Method 4: Use Adobe Acrobat Reader (Free Version)
Adobe Acrobat Reader (the free version, not the paid Pro) includes basic e-signature functionality.
How to do it:
- Open the PDF in Adobe Acrobat Reader (free download from Adobe)
- Click Fill & Sign in the right panel
- Click Sign yourself → Add Signature
- Draw, type, or upload your signature
- Click where you want to place it
- Save the file
Limitation: The free version only allows you to sign documents yourself. For requesting signatures from others (sending a document for someone else to sign), you need Acrobat Pro or a dedicated e-signature service.
Method 5: Use a Dedicated E-Signature Service (For Business Use)
For contracts, NDAs, and documents where you need a legally binding audit trail — a dedicated e-signature service is the right tool.
Free options:
- DocuSign — free for up to 3 documents per month
- HelloSign (Dropbox Sign) — free for 3 documents per month
- SignNow — free tier available
What these add over basic PDF signing:
- Timestamped audit trail (who signed, when, from which IP address)
- Email notifications when the document is viewed and signed
- Multi-party signing (send to multiple people in sequence)
- Legally binding certificate of completion
- Integration with Google Drive, Dropbox, Salesforce
When you need this: Any contract where you might need to prove in court that the other party signed it. Employment agreements, client contracts, NDAs, real estate documents.
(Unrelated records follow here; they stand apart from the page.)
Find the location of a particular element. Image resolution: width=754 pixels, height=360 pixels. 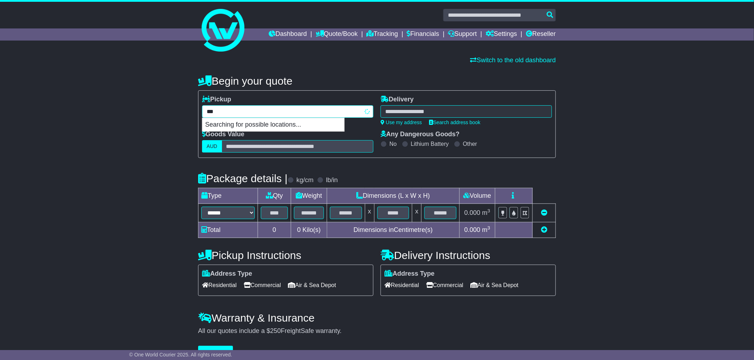

a: Switch to the old dashboard is located at coordinates (513, 60).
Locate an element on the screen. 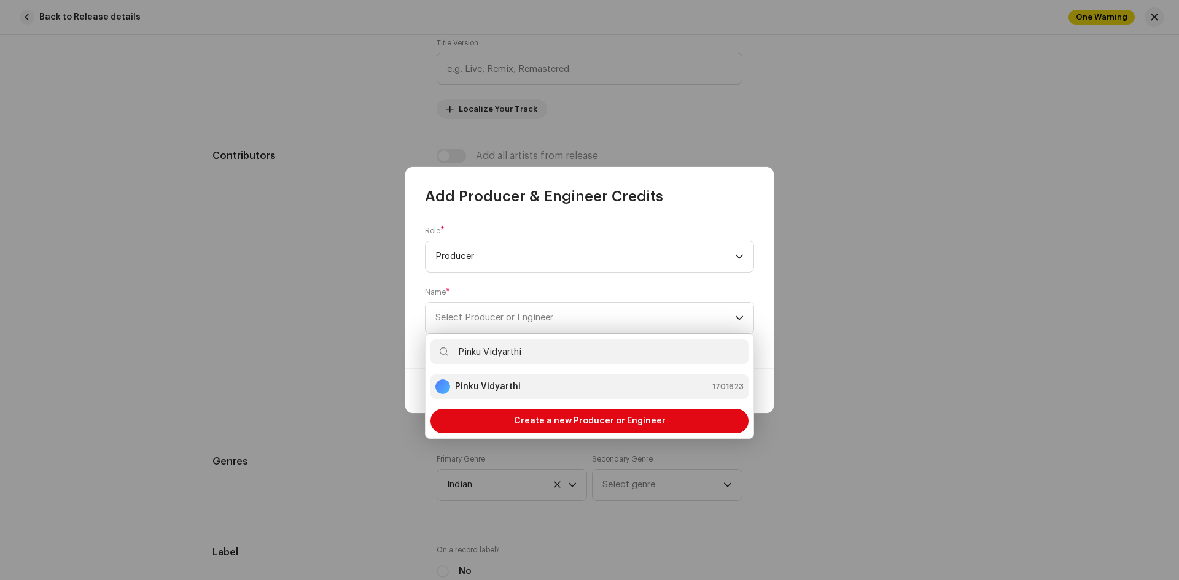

Which Method Should You Use?
| Your Situation | Best Method |
|---|---|
| Quick signature on any document | PanaPDF Sign PDF (Method 1) |
| Signing on your phone | PanaPDF mobile (Method 2) |
| Mac user, no internet needed | Apple Preview (Method 3) |
| Already have Adobe Reader | Adobe Fill & Sign (Method 4) |
| Business contract with audit trail | DocuSign / HelloSign (Method 5) |
| Sending to multiple signers | DocuSign / HelloSign (Method 5) |
After Signing: Protect Your Document
Once a document is signed, protect it from modification. Use PanaPDF Protect PDF to add a password that prevents editing. This ensures the signed version remains the authoritative copy.
For documents containing sensitive personal information, also consider PanaPDF Redact PDF to remove any data that shouldn't be visible to all recipients before distributing the signed copy.
The Bottom Line
The print-sign-scan workflow should have died years ago. Every method above is faster, cheaper (no paper, no ink), and produces a cleaner result than a scanned signature.
For 95% of documents you'll ever need to sign, PanaPDF Sign PDF handles it in under 30 seconds — free, private, and no software installation required. Start there.